In a new book, FRIDA KAHLO The Gisele Freund Photographs, published by Abrams with texts by Kahlo’s biographer Gérard de Cortanze and art historian Lorraine Audric, there are 100 rare images of Kahlo and unpublished commentary by Freund, who came to know Kahlo and Rivera as a fiercely passionate and irascible couple, witnessing their domestic life the way few had. Kahlo’s health was deteriorating at the time, and she was often in pain, largely a result of a tragic 1926 accident when a bus she was riding in collided with a tram, leaving the teenage Kahlo with a crushed spine and right leg, among many injuries.

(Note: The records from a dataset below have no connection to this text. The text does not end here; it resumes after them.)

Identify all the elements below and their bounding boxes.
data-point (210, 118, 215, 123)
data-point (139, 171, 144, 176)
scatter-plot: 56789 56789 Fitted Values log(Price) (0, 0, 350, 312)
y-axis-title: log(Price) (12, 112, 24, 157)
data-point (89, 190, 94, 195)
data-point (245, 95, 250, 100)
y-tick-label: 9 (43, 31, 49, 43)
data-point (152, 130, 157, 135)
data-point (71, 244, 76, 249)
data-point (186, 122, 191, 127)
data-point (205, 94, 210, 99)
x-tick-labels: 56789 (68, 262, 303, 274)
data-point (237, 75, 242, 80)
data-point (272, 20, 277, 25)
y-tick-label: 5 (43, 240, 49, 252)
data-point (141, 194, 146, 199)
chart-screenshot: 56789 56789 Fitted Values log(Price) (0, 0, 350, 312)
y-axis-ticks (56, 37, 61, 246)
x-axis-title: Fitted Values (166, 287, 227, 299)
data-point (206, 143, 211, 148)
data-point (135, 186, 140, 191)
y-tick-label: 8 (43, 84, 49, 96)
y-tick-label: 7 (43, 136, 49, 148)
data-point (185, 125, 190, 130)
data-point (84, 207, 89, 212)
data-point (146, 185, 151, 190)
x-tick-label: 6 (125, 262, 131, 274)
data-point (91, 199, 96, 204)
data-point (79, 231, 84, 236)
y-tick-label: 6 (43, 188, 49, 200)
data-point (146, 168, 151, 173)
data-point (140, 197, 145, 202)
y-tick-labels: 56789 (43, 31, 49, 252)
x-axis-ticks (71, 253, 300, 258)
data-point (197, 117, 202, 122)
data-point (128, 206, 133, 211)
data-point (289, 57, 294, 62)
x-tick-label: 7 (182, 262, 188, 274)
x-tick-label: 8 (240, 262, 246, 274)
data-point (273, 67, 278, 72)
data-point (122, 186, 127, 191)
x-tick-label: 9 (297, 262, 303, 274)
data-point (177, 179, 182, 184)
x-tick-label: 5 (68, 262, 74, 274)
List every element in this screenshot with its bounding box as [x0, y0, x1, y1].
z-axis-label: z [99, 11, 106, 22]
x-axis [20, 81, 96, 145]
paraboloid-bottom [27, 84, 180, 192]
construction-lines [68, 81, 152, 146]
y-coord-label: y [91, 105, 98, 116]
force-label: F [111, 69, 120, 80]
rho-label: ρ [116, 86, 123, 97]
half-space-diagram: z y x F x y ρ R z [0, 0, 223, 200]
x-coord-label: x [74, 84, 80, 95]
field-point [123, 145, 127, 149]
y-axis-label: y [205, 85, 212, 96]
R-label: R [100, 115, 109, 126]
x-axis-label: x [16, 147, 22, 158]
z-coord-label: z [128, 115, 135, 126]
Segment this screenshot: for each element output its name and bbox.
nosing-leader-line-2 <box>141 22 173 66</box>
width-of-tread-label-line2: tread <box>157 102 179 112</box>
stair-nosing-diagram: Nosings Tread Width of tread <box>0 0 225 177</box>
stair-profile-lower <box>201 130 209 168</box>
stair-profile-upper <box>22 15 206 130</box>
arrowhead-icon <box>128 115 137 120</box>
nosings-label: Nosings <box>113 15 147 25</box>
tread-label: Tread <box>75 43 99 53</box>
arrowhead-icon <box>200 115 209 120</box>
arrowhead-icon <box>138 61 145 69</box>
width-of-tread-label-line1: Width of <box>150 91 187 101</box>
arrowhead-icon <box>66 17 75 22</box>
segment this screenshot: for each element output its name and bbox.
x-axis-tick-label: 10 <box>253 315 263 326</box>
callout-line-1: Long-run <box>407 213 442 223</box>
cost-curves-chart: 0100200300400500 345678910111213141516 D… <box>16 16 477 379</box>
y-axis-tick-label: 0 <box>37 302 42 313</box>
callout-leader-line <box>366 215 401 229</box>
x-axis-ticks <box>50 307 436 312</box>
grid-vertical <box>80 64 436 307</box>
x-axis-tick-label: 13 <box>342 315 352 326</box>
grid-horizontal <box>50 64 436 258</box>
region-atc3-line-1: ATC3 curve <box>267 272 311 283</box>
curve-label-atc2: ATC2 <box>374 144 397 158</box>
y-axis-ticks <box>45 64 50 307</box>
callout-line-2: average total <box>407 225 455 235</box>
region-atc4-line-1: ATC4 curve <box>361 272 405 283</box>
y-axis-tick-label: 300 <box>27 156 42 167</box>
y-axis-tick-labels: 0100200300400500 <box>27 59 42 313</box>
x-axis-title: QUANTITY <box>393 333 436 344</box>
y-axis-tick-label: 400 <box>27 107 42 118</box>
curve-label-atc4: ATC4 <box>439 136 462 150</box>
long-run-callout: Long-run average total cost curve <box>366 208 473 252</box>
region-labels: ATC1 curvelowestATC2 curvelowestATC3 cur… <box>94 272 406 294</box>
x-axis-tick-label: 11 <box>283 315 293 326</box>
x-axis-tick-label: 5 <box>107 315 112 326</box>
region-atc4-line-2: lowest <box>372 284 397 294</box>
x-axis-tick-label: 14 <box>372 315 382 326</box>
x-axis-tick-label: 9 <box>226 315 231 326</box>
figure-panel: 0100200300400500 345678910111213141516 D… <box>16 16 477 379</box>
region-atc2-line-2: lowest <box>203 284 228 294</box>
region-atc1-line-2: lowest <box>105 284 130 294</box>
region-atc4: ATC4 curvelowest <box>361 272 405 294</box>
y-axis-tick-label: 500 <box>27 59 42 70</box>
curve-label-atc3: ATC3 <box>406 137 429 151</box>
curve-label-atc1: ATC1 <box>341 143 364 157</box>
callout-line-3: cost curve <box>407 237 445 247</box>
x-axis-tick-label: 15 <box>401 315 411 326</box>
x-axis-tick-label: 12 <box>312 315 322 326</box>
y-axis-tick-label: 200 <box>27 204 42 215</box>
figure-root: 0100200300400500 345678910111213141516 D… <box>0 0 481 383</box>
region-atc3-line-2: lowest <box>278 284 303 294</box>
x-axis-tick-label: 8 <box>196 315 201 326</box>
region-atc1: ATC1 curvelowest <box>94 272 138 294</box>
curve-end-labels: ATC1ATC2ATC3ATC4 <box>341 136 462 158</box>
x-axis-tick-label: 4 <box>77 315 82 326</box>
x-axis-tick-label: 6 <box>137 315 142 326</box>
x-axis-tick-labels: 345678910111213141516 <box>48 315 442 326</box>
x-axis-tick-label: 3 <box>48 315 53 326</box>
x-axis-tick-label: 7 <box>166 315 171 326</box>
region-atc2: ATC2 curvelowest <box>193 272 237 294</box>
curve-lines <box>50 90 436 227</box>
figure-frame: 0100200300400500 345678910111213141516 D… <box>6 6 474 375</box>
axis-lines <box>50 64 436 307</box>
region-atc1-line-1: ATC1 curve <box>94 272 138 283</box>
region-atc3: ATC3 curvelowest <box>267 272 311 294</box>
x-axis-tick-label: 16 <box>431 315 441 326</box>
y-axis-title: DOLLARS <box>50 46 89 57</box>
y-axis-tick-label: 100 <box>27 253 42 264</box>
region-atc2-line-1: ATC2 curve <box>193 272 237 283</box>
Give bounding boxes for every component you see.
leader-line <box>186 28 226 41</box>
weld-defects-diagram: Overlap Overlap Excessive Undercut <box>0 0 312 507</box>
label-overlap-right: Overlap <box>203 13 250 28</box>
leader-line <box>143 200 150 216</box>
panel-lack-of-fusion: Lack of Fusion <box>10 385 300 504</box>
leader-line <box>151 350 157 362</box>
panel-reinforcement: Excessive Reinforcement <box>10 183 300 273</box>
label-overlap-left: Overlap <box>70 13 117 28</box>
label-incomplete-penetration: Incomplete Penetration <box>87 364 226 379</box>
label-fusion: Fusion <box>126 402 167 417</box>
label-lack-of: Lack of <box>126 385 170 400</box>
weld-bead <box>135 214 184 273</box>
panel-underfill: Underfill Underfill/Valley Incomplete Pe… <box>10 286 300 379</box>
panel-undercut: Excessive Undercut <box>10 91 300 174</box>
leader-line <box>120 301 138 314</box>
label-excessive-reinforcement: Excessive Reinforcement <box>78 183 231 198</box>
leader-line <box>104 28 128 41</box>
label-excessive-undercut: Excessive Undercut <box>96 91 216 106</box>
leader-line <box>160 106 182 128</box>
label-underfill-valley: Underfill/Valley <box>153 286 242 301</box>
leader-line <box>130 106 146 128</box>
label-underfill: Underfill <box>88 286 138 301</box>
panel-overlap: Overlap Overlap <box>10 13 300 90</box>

Kahlo’s career as a painter was borne as a result of her injuries, as she had previously planned on becoming a doctor. She endured countless surgeries throughout her life, spent much time in bed or in a wheelchair, and suffered debilitating periods of intense pain complicated by the habit-inducing drugs she was given. Her German-born father and Mexican mother had raised her at La Casa Azul and her studio and gardens there were where she sought refuge and inspiration throughout her life, which ended before her 47th birthday.

Many 20th century photographic legends shot images of Frida Kahlo and Casa Azul throughout her life. Spencer Throckmorton has selected three vintage photographs taken at Casa Azul by the acclaimed photographer Graciela Iturbide, whose photographs have frequently been exhibited at Throckmorton Fine Art. She photographed Frida’s sealed room there after it was opened.

He says, “I am thrilled that Graciela Iturbide’s photographs of Frida’s home will be on view. Graciela was honored with The Cornell Capa Lifetime Achievement Award on April 30th at the 31st Annual Infinity Awards ceremony of the International Center of Photography here in New York. It is a wonderful tribute to her talents.”

The Throckmorton “Mirror Mirror….Frida Kahlo Photographs” show features vintage and rare images by Gisele Freund, Nickolas Muray, Emmy Lou Packard, Diego Rivera, Juan Guzman, Peter Juley, Bernard Silverstein, Carl Van Vechten, Edward Weston, Lucienne Bloch, Manuel Alvarez Bravo, Lola Alvarez Bravo, Mayo Brothers, Leo Matiz, Fritz Henle and Hector Garcia as well as several works on paper by Frida Kahlo.

Among Frida Kahlo photographs in the show are important examples by Gisele Freund -- “Frida Feeding Ducks,” “Frida in Garden” with ducks and dogs, and 1951’s “Frida in Garden Casa Azul;” three images by Nickolas Muray including a 1939 gelatin silver print of “Frida with Deer,” “Frida Kahlo and Chavela Vargas,” from 1945, and “Frida Kahlo Painting Two Fridas” dating to 1939, a gelatin silver print portraying the artist in front of her own self-portrait. Throckmorton is also showing an anonymous portrait of “Frida Kahlo Resting” from 1943, Dora Maar’s 1938-9 image “Frida at Andre Breton, Paris,” Juan Guzman’s 1942 image of Diego Rivera with Walt Disney and another anonymous image “Frida Kahlo braiding Rosa Cavarrubias” dating to 1940.